By Tom Kando
Throughout its history, America has been the country of the future, a progressive and forward-looking country that planned ahead and had a vision. America was always gung-ho, always ready to go ahead, to show the world how to do it better, how to build it better.
The current high-speed train mess in California is a prototype of how far we have fallen as a people. While the governor and the legislature are still keeping the project (barely) alive, a majority of the public is now against it (aided and abetted by short-sighted opinion leaders like Sacramento Bee columnist Dan Walters).
I am not talking about the litigation morass into which the project is already falling, the conflicting interests, the poor planning, the inability to move forward, etc. I am talking about the fact that most people are basically opposed to the concept as a whole.

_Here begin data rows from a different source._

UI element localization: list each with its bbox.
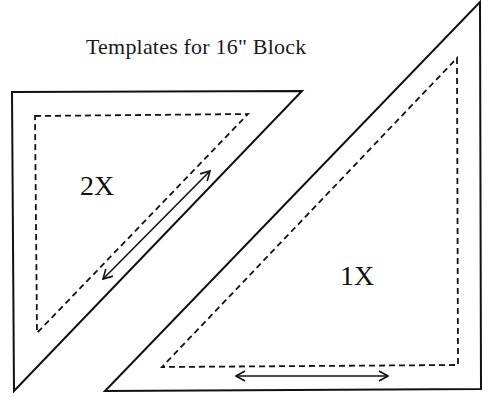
template-label-1x: 1X xyxy=(340,262,374,290)
grain-arrow-icon xyxy=(103,171,210,279)
template-label-2x: 2X xyxy=(80,172,114,200)
template-2x-cut-line xyxy=(12,91,302,391)
template-1x-cut-line xyxy=(105,2,481,391)
template-2x-seam-line xyxy=(35,114,248,333)
template-1x-seam-line xyxy=(162,58,458,367)
diagram-title: Templates for 16" Block xyxy=(86,34,306,60)
templates-diagram xyxy=(0,0,493,410)
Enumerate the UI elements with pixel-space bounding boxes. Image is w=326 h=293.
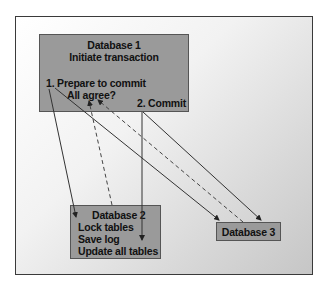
database-2-box: Database 2 Lock tables Save log Update a… [70, 205, 161, 259]
database-1-box: Database 1 Initiate transaction 1. Prepa… [39, 34, 189, 112]
all-agree-label: All agree? [67, 89, 116, 101]
database-3-title: Database 3 [217, 226, 280, 238]
database-3-box: Database 3 [216, 222, 281, 241]
step-1-label: 1. Prepare to commit [46, 77, 146, 89]
database-1-subtitle: Initiate transaction [40, 51, 188, 63]
database-1-title: Database 1 [40, 39, 188, 51]
database-2-title: Database 2 [92, 209, 145, 221]
save-log-label: Save log [78, 233, 120, 245]
step-2-label: 2. Commit [137, 97, 186, 109]
lock-tables-label: Lock tables [78, 221, 134, 233]
update-all-tables-label: Update all tables [78, 245, 158, 257]
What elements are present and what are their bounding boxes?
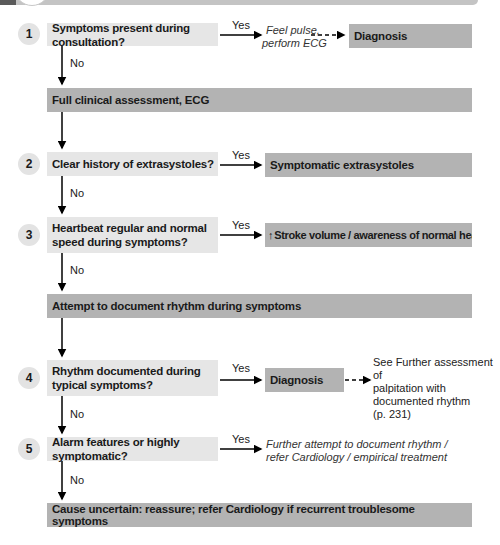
action-5-line1: Further attempt to document rhythm /	[266, 438, 448, 451]
action-1-line2: perform ECG	[262, 37, 327, 50]
outcome-symptomatic-extrasystoles: Symptomatic extrasystoles	[265, 153, 472, 177]
reference-line2: palpitation with	[373, 382, 500, 395]
step-number-4: 4	[18, 367, 40, 389]
outcome-diagnosis-1: Diagnosis	[349, 24, 472, 48]
action-1-line1: Feel pulse,	[262, 24, 327, 37]
up-arrow-icon: ↑	[268, 229, 273, 241]
no-label-2: No	[70, 187, 84, 199]
outcome-diagnosis-4: Diagnosis	[265, 368, 344, 392]
full-assessment-box: Full clinical assessment, ECG	[47, 88, 472, 112]
action-5: Further attempt to document rhythm / ref…	[266, 438, 448, 464]
reference-line4: (p. 231)	[373, 408, 500, 421]
question-3-line2: speed during symptoms?	[52, 235, 188, 249]
question-5: Alarm features or highly symptomatic?	[47, 437, 218, 461]
yes-label-2: Yes	[232, 149, 250, 161]
action-1: Feel pulse, perform ECG	[262, 24, 327, 50]
question-1: Symptoms present during consultation?	[47, 23, 218, 46]
question-4-line1: Rhythm documented during	[52, 364, 201, 378]
action-5-line2: refer Cardiology / empirical treatment	[266, 451, 448, 464]
step-number-3: 3	[18, 224, 40, 246]
reference-line3: documented rhythm	[373, 395, 500, 408]
no-label-3: No	[70, 264, 84, 276]
yes-label-3: Yes	[232, 219, 250, 231]
reference-line1: See Further assessment of	[373, 356, 500, 382]
step-number-5: 5	[18, 438, 40, 460]
no-label-4: No	[70, 408, 84, 420]
outcome-stroke-volume-text: Stroke volume / awareness of normal hear…	[274, 229, 472, 241]
question-4-line2: typical symptoms?	[52, 378, 153, 392]
question-2: Clear history of extrasystoles?	[47, 152, 218, 176]
no-label-5: No	[70, 474, 84, 486]
step-number-2: 2	[18, 153, 40, 175]
reference-note: See Further assessment of palpitation wi…	[373, 356, 500, 421]
yes-label-4: Yes	[232, 362, 250, 374]
yes-label-1: Yes	[232, 19, 250, 31]
question-4: Rhythm documented during typical symptom…	[47, 360, 218, 396]
question-3: Heartbeat regular and normal speed durin…	[47, 217, 218, 253]
final-outcome-box: Cause uncertain: reassure; refer Cardiol…	[47, 503, 472, 527]
yes-label-5: Yes	[232, 433, 250, 445]
outcome-stroke-volume: ↑ Stroke volume / awareness of normal he…	[265, 223, 472, 247]
step-number-1: 1	[18, 23, 40, 45]
attempt-document-box: Attempt to document rhythm during sympto…	[47, 294, 472, 318]
question-3-line1: Heartbeat regular and normal	[52, 221, 207, 235]
no-label-1: No	[70, 57, 84, 69]
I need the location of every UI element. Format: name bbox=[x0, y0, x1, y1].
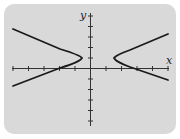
left-branch-curve bbox=[13, 29, 82, 86]
x-axis-label: x bbox=[166, 54, 173, 67]
right-branch-curve bbox=[114, 34, 168, 80]
y-axis-label: y bbox=[79, 9, 87, 22]
y-axis bbox=[88, 13, 93, 126]
hyperbola-plot: y x bbox=[0, 0, 180, 139]
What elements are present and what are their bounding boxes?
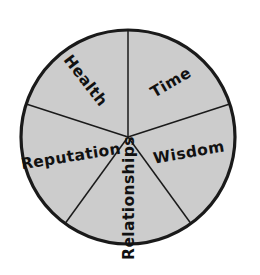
wheel-svg: TimeWisdomRelationshipsReputationHealth <box>0 0 260 275</box>
wheel-diagram-figure: TimeWisdomRelationshipsReputationHealth <box>0 0 260 275</box>
sector-label-relationships: Relationships <box>120 136 138 260</box>
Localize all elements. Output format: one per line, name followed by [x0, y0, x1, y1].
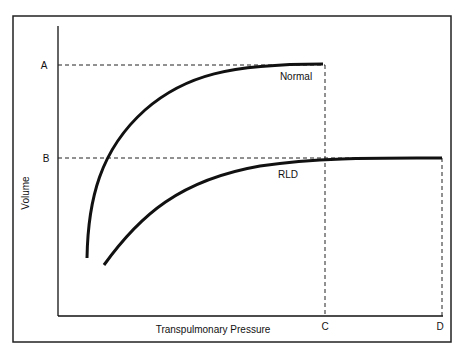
tick-a: A — [41, 60, 48, 71]
label-normal: Normal — [280, 71, 312, 82]
label-rld: RLD — [278, 169, 298, 180]
y-axis-label: Volume — [20, 176, 31, 210]
pressure-volume-diagram: A B C D Normal RLD Transpulmonary Pressu… — [0, 0, 459, 349]
tick-b: B — [43, 153, 50, 164]
tick-c: C — [321, 321, 328, 332]
normal-curve — [87, 64, 323, 258]
rld-curve — [104, 158, 442, 265]
x-axis-label: Transpulmonary Pressure — [156, 324, 271, 335]
tick-d: D — [436, 321, 443, 332]
outer-frame — [13, 16, 451, 342]
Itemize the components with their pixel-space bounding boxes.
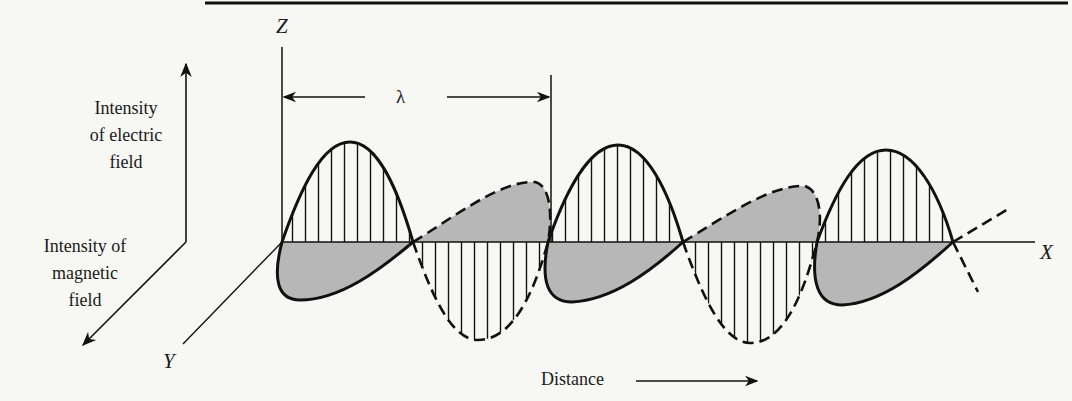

It’s cheap to rant and rave about “those damn politicians,” but here (as in many other cases), the real problem is ourselves, the public.
It seems that we, Americans, have lost our nerve. High-speed rail? Nah, too expensive. A waste of money.
Imagine if we had reacted the same way in the past?
When they were about to build the first transcontinental railroad (1863-1869), did people say, “What for? Why waste the money?”
When they started the land grant universities in the 19th century, did people react with the same negativity?
National Parks were created, starting with Yellowstone in 1872, and later, President Theodore Roosevelt was a major force behind this. Did people malign him and call him a socialist?
Did Americans feel that building the Panama Canal (primarily during the presidencies of Theodore Roosevelt and Taft in the early 20th century) was a waste?
Did they feel the same way in the 1930s, about the many vast public projects during President Franklin Roosevelt’s terms, the dozens of hydroelectric facilities of the Tennessee Valley Authority, Hoover Dam, the Golden Gate bridge and the Oakland Bay bridge?
What if a majority of Americans had rejected the entire New Deal, including Social Security?
...or the Manhattan Project to develop the atom bomb and win the war?
...or the Interstate Highway system, begun in 1956 under President Eisenhower’s watch?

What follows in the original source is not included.